In the beginning of the last week of September, Kerry went on the offensive about Iraq. The war was getting much worse again. There had been a lull (in the fighting but especially in the news coverage) after the United States had handed over authority to an interim Iraqi government on June 30. But in July, August and September, casualties steadily climbed, and the fighting bled back onto the front pages. Former Clinton pollster Stan Greenberg had been pressing Kerry to tie the war to domestic needs—to declare that $200 billion spent on Iraq meant that much less funding for education and health care at home. Kerry used the line in a few speeches, but reluctantly. He didn't really believe it. In truth, he was willing to spend whatever it took to win in Iraq, or at least to extricate the United States with some semblance of honor.

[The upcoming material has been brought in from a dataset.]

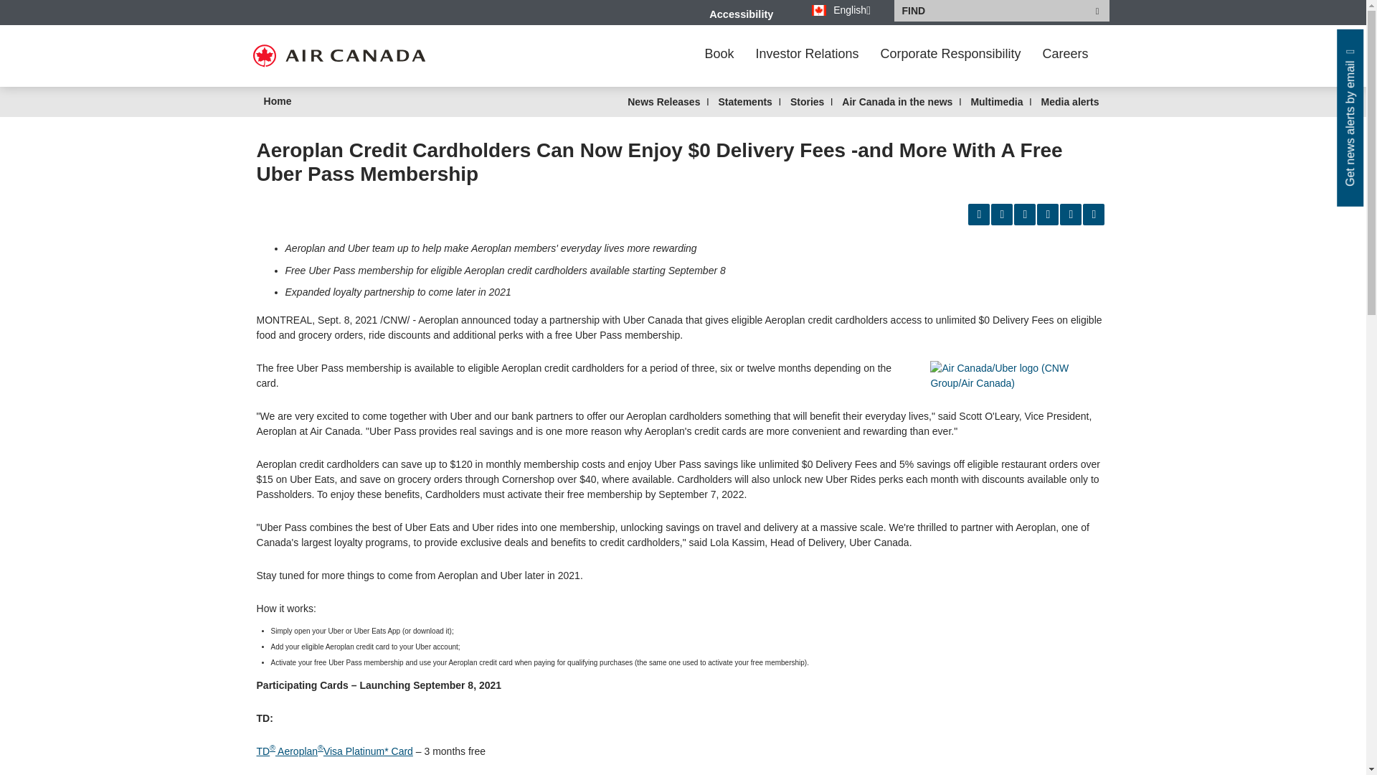 This screenshot has height=775, width=1377. What do you see at coordinates (808, 53) in the screenshot?
I see `Investor Relations` at bounding box center [808, 53].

Still, he was appalled by the carnage in Iraq and the waste of the war. On Sunday night, Sept. 19, the campaign staff met to discuss, one more time, the candidate's position on Iraq. The Clintonistas pushed a harder line against the war. But the campaign's old guard wasn't so sure. Couldn't Kerry play it both ways? Shrum cautioned against appearing too dovish. Kerry seemed to let the debate go on, circling around and around.
But then he spoke. "It's gut-check time, folks," he said. "This is not about whether it's politically expedient. This is a f---ing war. Kids are dying out there, and this president continues not to tell the truth. You'd have to be out of your mind to go in there the way he did. There was no WMD, no imminent threat, no ties to Al Qaeda. The answer is no. Anything else is crap."
Kerry had decided to be the antiwar candidate. Not for the first time, to be sure. He had called himself an antiwar candidate when he was trying to peel off the Dean vote in January. But he spoke without any equivocation this time. The next day he gave a blistering speech at NYU, attacking Bush for the folly of invading Iraq. The Bush campaign had some fun with an ad showing Kerry tacking back and forth on his windsurfer. But to campaign staffers desperate for some sign that Kerry was turning a corner—that the famous fourth-quarter player had finally taken the field—he sounded convincing.